The concept of the barricades proposes to draw a line between the entities, separating them from each other with a sort of barrier. By “entities” you can mean different things. Depending on the scale and architecture of your system, a barricade can pass between class methods, between classes, between individual modules (libraries), etc.
Some entities (let's call them “barricaded”) live in an active and aggressive environment, interact with the outside world, are called by outside classes, and any nonsense can be transferred to them. They must begin with all the necessary checks and trust no one. Invalidity of the input data should be considered as a normal mode of operation. He should not blame the program. Depending on the ideology adopted in the project, upon the arrival of invalid data, you can write a message to the log, give a message to the user, or silently correct the data to valid data and continue working.
The next group of objects is the barricade itself. The role of the barricades is to guarantee everyone who is inside security. Nothing should get inside the barricade unchecked, unconverted into internal formats, invalid, etc. This includes a variety of converters, validators, wroppers and other similar things.

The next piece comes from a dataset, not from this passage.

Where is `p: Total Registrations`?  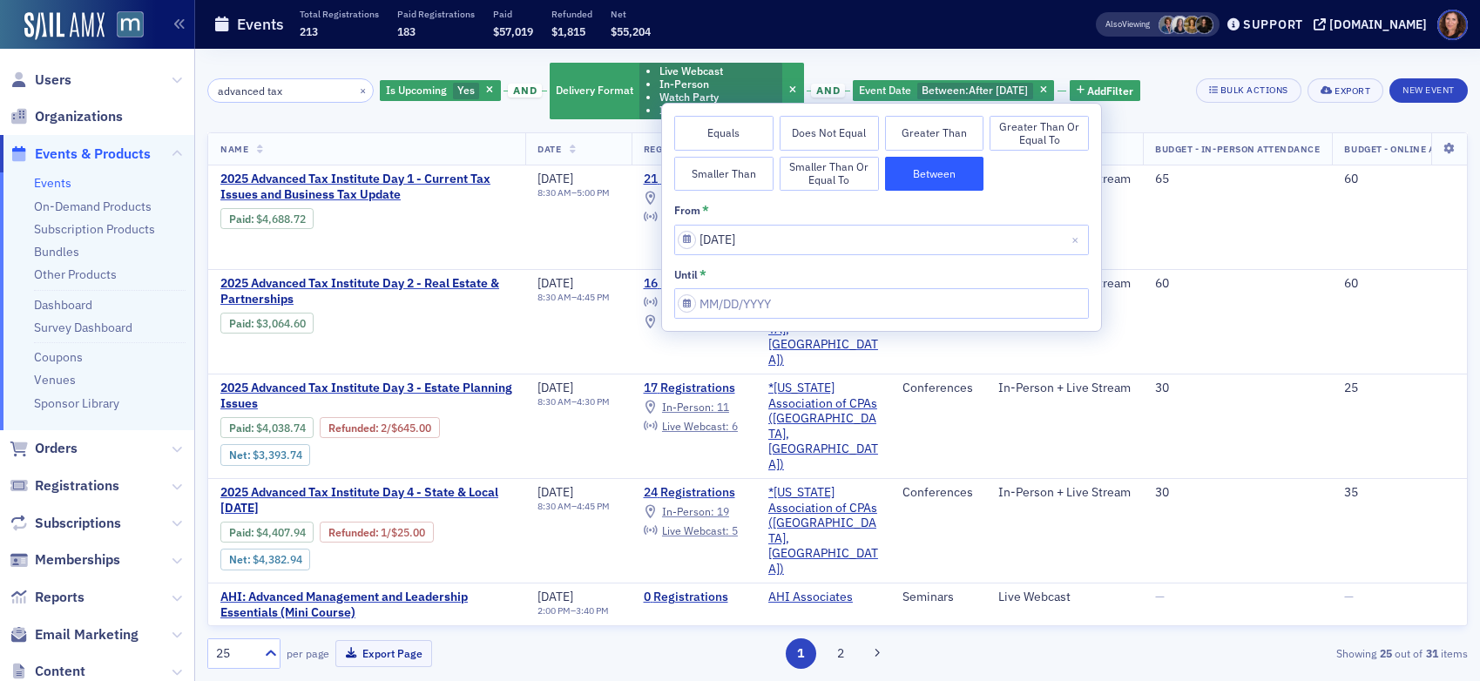 p: Total Registrations is located at coordinates (339, 14).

And the last part of the concept is “intra-barricade” residents. They are those for the sake of which all this venture began. The method inside the barricade may not check the input parameters or the current state of the object to which it belongs! For him, it is already guaranteed to make a barricade. In all intra-barricade methods, ASSERTs are obliged to stand, since the invalidity of something is no longer a problem of interaction with the external environment, but a specific error in the barricade. Her debug version needs to be detected and corrected. And in the release, ASSERTs will be thrown by the compiler and will not disturb anyone.
Of course, there are drawbacks in the barricades - you need to clearly differentiate things relative to the barricades by levels of trust in them, checks inside the barricades are still necessary (ASSERTs), even though they are much smaller. All this solves somewhere between one and a half or two of the three problems described at the beginning of the article, so it can sometimes be useful.